The Holy Family with Saint Elizabeth and the infant Saint John the Baptist by Phillip Joseph Tassaert

The Holy Family with Saint Elizabeth and the infant Saint John the Baptist 1610 - 1680

0:00
0:00

drawing, print, etching, engraving

# 

portrait

# 

drawing

# 

baroque

# 

print

# 

etching

# 

old engraving style

# 

figuration

# 

history-painting

# 

engraving

Dimensions Sheet (Trimmed): 14 in. × 13 7/16 in. (35.5 × 34.2 cm)

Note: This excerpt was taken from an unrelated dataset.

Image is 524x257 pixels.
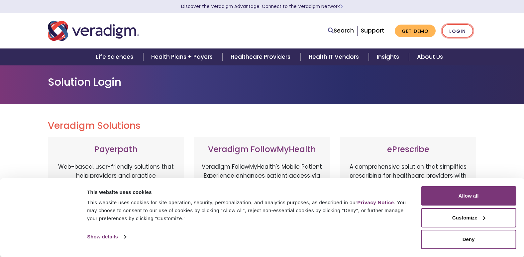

Curator: Examining this print, the formal language is immediately apparent. The tightly packed figuration is Baroque, with its overt classicism. Editor: Yes, an initial sense of somber intimacy does emerge. The tones seem quite restricted, mostly monotone grays which adds to the gravity. The scale looks moderate. This piece gives us "The Holy Family with Saint Elizabeth and the infant Saint John the Baptist," after Peter Paul Rubens, engraved by Phillip Joseph Tassaert, likely between 1610 and 1680. Curator: Exactly, observe the way the figures occupy space: the older woman’s crinkled expression, the infant saints' corpulent forms...it’s carefully staged to emphasize familial bonds and sanctity. Look how the artist manipulates light and shadow. It adds dimensionality, don't you agree? Editor: I see that the process of transferring a painted oil work onto a printed form involves translation— from painter's hands to engraver. These prints were commodities. What about their reception amongst varied classes, as visual knowledge available on paper to be circulated widely. And note that even the materiality of paper had value at the time, how those details inform the visual representation. Curator: Agreed. There's clear formal precision, rendering these allegorical and historical scenes more accessible. Consider how Tassaert's choices direct our eyes, emphasizing a moral hierarchy through compositional choices and skillful rendering. It’s almost diagrammatic, like Baroque theory itself! Editor: Precisely! Looking through such work we can uncover that such reproduction and consumption had material repercussions; printmakers required funding, worked for merchant distributors. Even looking closely, these faint lines indicate both skilled labor and industry in concert together. Curator: It reveals so much of the period's aesthetic and intellectual investments in art, right down to its symbolic infrastructure. The density and geometry do it for me. Editor: Absolutely, recognizing art isn't purely formal is important too. These images offer windows into artistic workshops that reveal social systems as well as visual design. They bring different dimensions and value in appreciating the work.

Show more

Comments

No comments

Be the first to comment and join the conversation on the ultimate creative platform.